How big is 14 billion?
Bringing mind-boggling diamond numbers into perspective

by Richard Gleeson
Northern News Services

NNSL (Feb 27/98) - Getting a handle on the kind of dollars being mined just north of Yellowknife is about as easy as wrapping your head around what it would feel like to walk from Rae-Edzo to Pluto.

Premier Don Morin noted BHP's Ekati mine is expected to produce $14 billion worth of rough diamonds during the 25 years the mine will be in operation.

Taking a territorial view of the matter, Yellowknife North MLA Roy Erasmus said, "Look at it this way. Our budget is a billion dollars a year, so that's our budget for 14 years."

That's for the rough diamonds BHP will be selling. After the same diamonds are sorted, cut and polished, the value rises to at least as much again.

Ekati is only the first of several diamond mines set to open in the western territory over the next few years.

In an attempt to further public understanding of the dollars involved in the diamond stake, Yellowknifer offers the following comparisons:

  • To meet the challenge of drinking away the profits from the Ekati mine, a beer drinker would have to quaff 107 six-packs per minute, every minute, for 25 years.

  • The amount of money dealers will pay for Ekati diamonds each year would be enough to pay the salaries of four NHL teams composed entirely of Eric Lindros clones.

  • Annual sales of diamonds from the mine will be more than double what the GNWT spends on health and social services.

  • To earn the same amount of money the mine will generate in a year, a newspaper reporter earning average pay would have to work for 15,556 years.

  • If all the KitKat bars you could buy for $14 billion were lined up end to end, they would cover the distance between Yellowknife and Iqaluit 671 times.

  • Last, but certainly not least, $14 billion would be enough, at the two-year discount price, to buy a 122-million-year subscription to Yellowknifer.

Alongside the astronomical figures is the minuscule amount of product that will bring in the dollars.

Ekati mine will produce enough rough diamonds each day to fill a two-litre milk carton. Premier Don Morin reportedly wants to buy a 10th of that -- just a cupful.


The problem:
Search the entries for the word "caption" and pull out each line that has it.

************

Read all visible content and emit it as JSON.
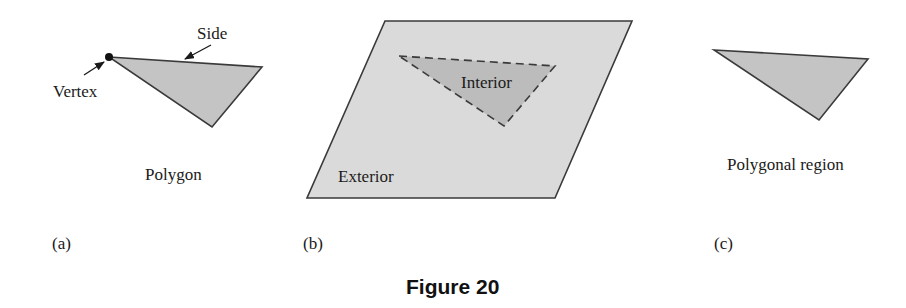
{
  "figure": {
    "caption": "Figure 20",
    "colors": {
      "background": "#ffffff",
      "edge": "#3a3a3a",
      "polygon_fill": "#c4c4c4",
      "plane_fill": "#dadada",
      "interior_fill": "#bcbcbc",
      "text": "#1a1a1a"
    },
    "panels": [
      {
        "tag": "(a)",
        "caption": "Polygon",
        "annotations": {
          "vertex": "Vertex",
          "side": "Side"
        }
      },
      {
        "tag": "(b)",
        "annotations": {
          "interior": "Interior",
          "exterior": "Exterior"
        }
      },
      {
        "tag": "(c)",
        "caption": "Polygonal region"
      }
    ]
  }
}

************

Response to this exercise:
    "caption": "Figure 20",
        "caption": "Polygon",
        "caption": "Polygonal region"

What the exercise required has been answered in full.